Not long ago, Michael was walking on the 16th Street
mall when a group of street people called him over. Some of them he knew.
A man named Art was drinking whiskey from a paper cup, and he offered
a drink to Michael. When Michael refused, one of the others told Art, "You
don't know? He's been clean for over a year!" In that moment, police
arrived on the scene on motorcycles and in squad cars—but Michael,
no stranger to run-ins with the authorities, knew they had not come for
him. Michael walked away, although he expected that he would be ordered
to stop and come back.
He paused a few blocks away, beside a shoeshine stand where old Clyde
was polishing the boots of another motorcycle policeman. Michael said, "I
can't believe it, Clyde, but they just let me walk away."
Clyde replied, "Because you're not one of them no more."
Clyde introduced Michael to his client, a police sergeant, who said, "We
know who you are." He then recited Michael's full name and added, "They
call you Indio. You came from California. You've been to prison. But
you have to understand, you're not one of them any more, and I want to
shake your hand."
Michael had a reputation. Known as "Indio" on the streets
where he roamed, he was the violently drunk drug dealer who had served
time in California prisons before returning to his Denver roots after
12 years. He was the man who traded his apartment and livelihood for
a homeless life devoted to alcohol.
"My bedroom was the alley just the next block over."

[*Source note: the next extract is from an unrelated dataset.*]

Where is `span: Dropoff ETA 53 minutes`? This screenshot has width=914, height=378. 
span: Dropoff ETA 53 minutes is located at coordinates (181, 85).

He was the man who was knifed as he fought to hold on to a bottle of
booze. A terrible infection in the wound gripped him, and he reached
the point where he could no longer drink the pain away. "When I
pass out," he told his buddy as they sipped liquor, "call an
ambulance."
The injury almost cost him his life, yet it also indirectly led him
to the Mission, and into the New Life program. A referral from an outside
agency placed him in a "respite care bed" (reserved for medical
emergencies among the homeless) in the Lawrence Street facility's emergency
shelter. As he recovered, his eyes were opened to miracles happening
inside that building—lives like his, changed in profound and positive
ways.
"I finally crawled out of that alley, and I came here."
The Mission was not new to Michael—he had come for free meals
in the dining room before. Nor was he unfamiliar with Biblical teaching,
having grown up going to church; but he decided at age 15 that he wanted
nothing to do with God. "God was something you believed in because
you didn't believe in yourself," he explains. "I knew of God,
I just didn't know him." At 18 he began to drink, and five years
later he left Denver in the wake of a broken relationship, determined
to drink himself to death somewhere in California. There he spent half
his years in prison for alcohol-related violent offenses, and the other
half on the streets selling and using drugs. He used crystal meth (methamphetamine)
because it helped him drink more alcohol. He recalls his attitude in
those days, "I told my [parole officer], 'I'm not going to get a
job, I'm not going to do any of that.' The only time I got off the streets
was when I got a violation."
Michael says that the difference between the old Indio, a name he no
longer uses, and the new Michael is: "God. It was all God." While
Indio's strength came from being number one in a violent and empty life,
Michael has found a real source of strength. "I'm confident," he
says, "because God gives me that."
Nearly finished with New Life graduation requirements, he expects to
mark the milestone in April. He works part-time while pursuing a 4-year
degree toward a career as an addiction counselor, and has already finished
coursework for the first year. Eager to give back to the community, he
has spent time with juvenile offenders and with people on the street,
offering encouragement and personal testimony to those who want to turn
their lives around.
"The best thing about being me now, is that nobody can take it
from me."
As he looks forward to living in his own place, and a life of stability
and growth, Michael realizes that without the program, he would not hold
these aspirations. "Bottom line: it has got to be built with God.
That's one of the things I've learned here."
"Without God's love I can't make it."